Oracle has a wonderful function that can auto extend your data files when it need to, when data is growing in your database. Oracle is stupid don't have a built is function to shrink those files once the data is removed and the space is no longer needed. Some may argue that it is smart that oracle has that space allocated for future use. That might be true but I want more function.
I found a script i frequanlty use too shrink my data files on test and development environments:
This will produce a list of command to shrink data files as much as it can without defragging or reorganization the data. It looks for the data block with the highest block_id that contains data and calculates how much space after that block can be removed.
select 'ALTER DATABASE DATAFILE ''' || file_name || ''' RESIZE ' || ceil ( (nvl (hwm, 1) * 8192) / 1024 / 1024) || 'M;' shrink_datafiles from dba_data_files dbadf, ( select file_id, max (block_id + blocks - 1) hwm from dba_extents group by file_id ) dbafs where dbadf.file_id = dbafs.file_id(+) and ceil (blocks * 8192 / 1024 / 1024) - ceil ( (nvl (hwm, 1) * 8192) / 1024 / 1024) > 0; /
The list look something like this:
SHRINK_DATAFILES ------------------------------------------------------------ ALTER DATABASE DATAFILE 'D:\ORACLE\ORADATA\APXML1PR\SYSTEM01.DBF' RESIZE 742M; ALTER DATABASE DATAFILE 'D:\ORACLE\ORADATA\APXML1PR\SYSAUX01.DBF' RESIZE 898M; ALTER DATABASE DATAFILE 'D:\ORACLE\ORADATA\APXML1PR\USERS01.DBF' RESIZE 39M; ALTER DATABASE DATAFILE 'D:\ORACLE\ORADATA\APXML1PR\UNDOTBS01.DBF' RESIZE 10401M; ALTER DATABASE DATAFILE 'D:\ORACLE\ORADATA\APXML1PR\APEX01.DBF' RESIZE 198M;
I got this script from http://www.articles.freemegazone.com/shrinking-oracle-datafiles.php
I should change the script as follows:
ReplyDeleteselect 'ALTER DATABASE DATAFILE '''||file_name||''' RESIZE '||ceil ( (nvl (hwm, 1) * dbats.block_size) / 1024 / 1024)||'M;' shrink_datafiles
from dba_data_files dbadf,
( select file_id, max (block_id + blocks - 1) hwm
from dba_extents
group by file_id
) dbafs,
dba_tablespaces dbats
where dbats.tablespace_name = dbadf.tablespace_name and
dbadf.file_id = dbafs.file_id(+) and
ceil (blocks * dbats.block_size / 1024 / 1024) - ceil ( (nvl (hwm, 1) * dbats.block_size) / 1024 / 1024) > 0
/
This due to that blocksize maybe is not 8K on all datafiles in a database.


All entries, exactly as written, should be output again.

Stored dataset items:
=== Section Start ===
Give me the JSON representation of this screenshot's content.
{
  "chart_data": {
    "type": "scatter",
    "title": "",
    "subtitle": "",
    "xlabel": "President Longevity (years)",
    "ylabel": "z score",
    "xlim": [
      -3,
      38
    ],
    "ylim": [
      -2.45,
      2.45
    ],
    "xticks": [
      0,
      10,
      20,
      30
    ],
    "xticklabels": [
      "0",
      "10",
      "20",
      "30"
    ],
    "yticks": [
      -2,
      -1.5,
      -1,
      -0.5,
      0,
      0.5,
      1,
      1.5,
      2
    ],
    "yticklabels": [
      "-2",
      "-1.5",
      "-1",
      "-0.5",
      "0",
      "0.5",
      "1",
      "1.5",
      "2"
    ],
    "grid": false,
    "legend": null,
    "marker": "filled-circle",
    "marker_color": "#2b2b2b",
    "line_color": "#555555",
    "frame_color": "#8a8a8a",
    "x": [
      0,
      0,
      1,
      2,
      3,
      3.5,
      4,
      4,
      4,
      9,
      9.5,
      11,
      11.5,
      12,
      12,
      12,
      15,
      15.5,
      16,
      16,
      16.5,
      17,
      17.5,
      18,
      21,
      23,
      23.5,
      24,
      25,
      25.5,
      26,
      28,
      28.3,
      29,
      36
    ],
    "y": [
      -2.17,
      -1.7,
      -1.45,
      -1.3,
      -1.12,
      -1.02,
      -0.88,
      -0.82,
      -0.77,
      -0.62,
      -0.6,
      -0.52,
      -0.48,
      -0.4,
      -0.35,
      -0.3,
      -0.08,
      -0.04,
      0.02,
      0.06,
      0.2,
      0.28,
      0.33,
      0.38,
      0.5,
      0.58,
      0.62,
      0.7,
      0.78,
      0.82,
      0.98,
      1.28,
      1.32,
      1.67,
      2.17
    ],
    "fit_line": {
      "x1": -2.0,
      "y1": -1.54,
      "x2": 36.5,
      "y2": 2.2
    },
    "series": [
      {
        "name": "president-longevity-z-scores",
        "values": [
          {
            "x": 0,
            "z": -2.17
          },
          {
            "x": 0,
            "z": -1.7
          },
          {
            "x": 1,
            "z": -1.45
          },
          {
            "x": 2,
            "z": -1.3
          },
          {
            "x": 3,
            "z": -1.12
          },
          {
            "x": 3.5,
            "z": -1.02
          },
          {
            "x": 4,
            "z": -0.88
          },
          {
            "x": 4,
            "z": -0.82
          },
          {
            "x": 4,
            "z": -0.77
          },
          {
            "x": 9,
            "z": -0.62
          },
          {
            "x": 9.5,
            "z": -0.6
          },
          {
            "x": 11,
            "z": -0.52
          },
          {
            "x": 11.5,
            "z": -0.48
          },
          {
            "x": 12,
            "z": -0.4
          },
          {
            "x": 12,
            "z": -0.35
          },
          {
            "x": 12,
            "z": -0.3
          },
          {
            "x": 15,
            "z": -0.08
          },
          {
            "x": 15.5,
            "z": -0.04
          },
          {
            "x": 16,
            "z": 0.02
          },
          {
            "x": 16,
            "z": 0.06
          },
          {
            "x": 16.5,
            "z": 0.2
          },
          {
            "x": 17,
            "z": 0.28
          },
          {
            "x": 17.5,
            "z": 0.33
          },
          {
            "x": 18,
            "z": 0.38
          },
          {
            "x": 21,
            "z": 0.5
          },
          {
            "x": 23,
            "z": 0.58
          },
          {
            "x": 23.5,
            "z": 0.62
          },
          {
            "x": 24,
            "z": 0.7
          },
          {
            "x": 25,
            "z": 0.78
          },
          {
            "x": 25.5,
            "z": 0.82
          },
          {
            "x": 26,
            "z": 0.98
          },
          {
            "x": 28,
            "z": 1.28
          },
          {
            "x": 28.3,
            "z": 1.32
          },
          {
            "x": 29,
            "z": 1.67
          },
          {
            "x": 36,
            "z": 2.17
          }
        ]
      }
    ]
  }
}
=== Section End ===
> **SOLUTION FOR THIS EXERCISE**:
Give me the JSON representation of this screenshot's content.
{
  "chart_data": {
    "type": "scatter",
    "title": "",
    "subtitle": "",
    "xlabel": "President Longevity (years)",
    "ylabel": "z score",
    "xlim": [
      -3,
      38
    ],
    "ylim": [
      -2.45,
      2.45
    ],
    "xticks": [
      0,
      10,
      20,
      30
    ],
    "xticklabels": [
      "0",
      "10",
      "20",
      "30"
    ],
    "yticks": [
      -2,
      -1.5,
      -1,
      -0.5,
      0,
      0.5,
      1,
      1.5,
      2
    ],
    "yticklabels": [
      "-2",
      "-1.5",
      "-1",
      "-0.5",
      "0",
      "0.5",
      "1",
      "1.5",
      "2"
    ],
    "grid": false,
    "legend": null,
    "marker": "filled-circle",
    "marker_color": "#2b2b2b",
    "line_color": "#555555",
    "frame_color": "#8a8a8a",
    "x": [
      0,
      0,
      1,
      2,
      3,
      3.5,
      4,
      4,
      4,
      9,
      9.5,
      11,
      11.5,
      12,
      12,
      12,
      15,
      15.5,
      16,
      16,
      16.5,
      17,
      17.5,
      18,
      21,
      23,
      23.5,
      24,
      25,
      25.5,
      26,
      28,
      28.3,
      29,
      36
    ],
    "y": [
      -2.17,
      -1.7,
      -1.45,
      -1.3,
      -1.12,
      -1.02,
      -0.88,
      -0.82,
      -0.77,
      -0.62,
      -0.6,
      -0.52,
      -0.48,
      -0.4,
      -0.35,
      -0.3,
      -0.08,
      -0.04,
      0.02,
      0.06,
      0.2,
      0.28,
      0.33,
      0.38,
      0.5,
      0.58,
      0.62,
      0.7,
      0.78,
      0.82,
      0.98,
      1.28,
      1.32,
      1.67,
      2.17
    ],
    "fit_line": {
      "x1": -2.0,
      "y1": -1.54,
      "x2": 36.5,
      "y2": 2.2
    },
    "series": [
      {
        "name": "president-longevity-z-scores",
        "values": [
          {
            "x": 0,
            "z": -2.17
          },
          {
            "x": 0,
            "z": -1.7
          },
          {
            "x": 1,
            "z": -1.45
          },
          {
            "x": 2,
            "z": -1.3
          },
          {
            "x": 3,
            "z": -1.12
          },
          {
            "x": 3.5,
            "z": -1.02
          },
          {
            "x": 4,
            "z": -0.88
          },
          {
            "x": 4,
            "z": -0.82
          },
          {
            "x": 4,
            "z": -0.77
          },
          {
            "x": 9,
            "z": -0.62
          },
          {
            "x": 9.5,
            "z": -0.6
          },
          {
            "x": 11,
            "z": -0.52
          },
          {
            "x": 11.5,
            "z": -0.48
          },
          {
            "x": 12,
            "z": -0.4
          },
          {
            "x": 12,
            "z": -0.35
          },
          {
            "x": 12,
            "z": -0.3
          },
          {
            "x": 15,
            "z": -0.08
          },
          {
            "x": 15.5,
            "z": -0.04
          },
          {
            "x": 16,
            "z": 0.02
          },
          {
            "x": 16,
            "z": 0.06
          },
          {
            "x": 16.5,
            "z": 0.2
          },
          {
            "x": 17,
            "z": 0.28
          },
          {
            "x": 17.5,
            "z": 0.33
          },
          {
            "x": 18,
            "z": 0.38
          },
          {
            "x": 21,
            "z": 0.5
          },
          {
            "x": 23,
            "z": 0.58
          },
          {
            "x": 23.5,
            "z": 0.62
          },
          {
            "x": 24,
            "z": 0.7
          },
          {
            "x": 25,
            "z": 0.78
          },
          {
            "x": 25.5,
            "z": 0.82
          },
          {
            "x": 26,
            "z": 0.98
          },
          {
            "x": 28,
            "z": 1.28
          },
          {
            "x": 28.3,
            "z": 1.32
          },
          {
            "x": 29,
            "z": 1.67
          },
          {
            "x": 36,
            "z": 2.17
          }
        ]
      }
    ]
  }
}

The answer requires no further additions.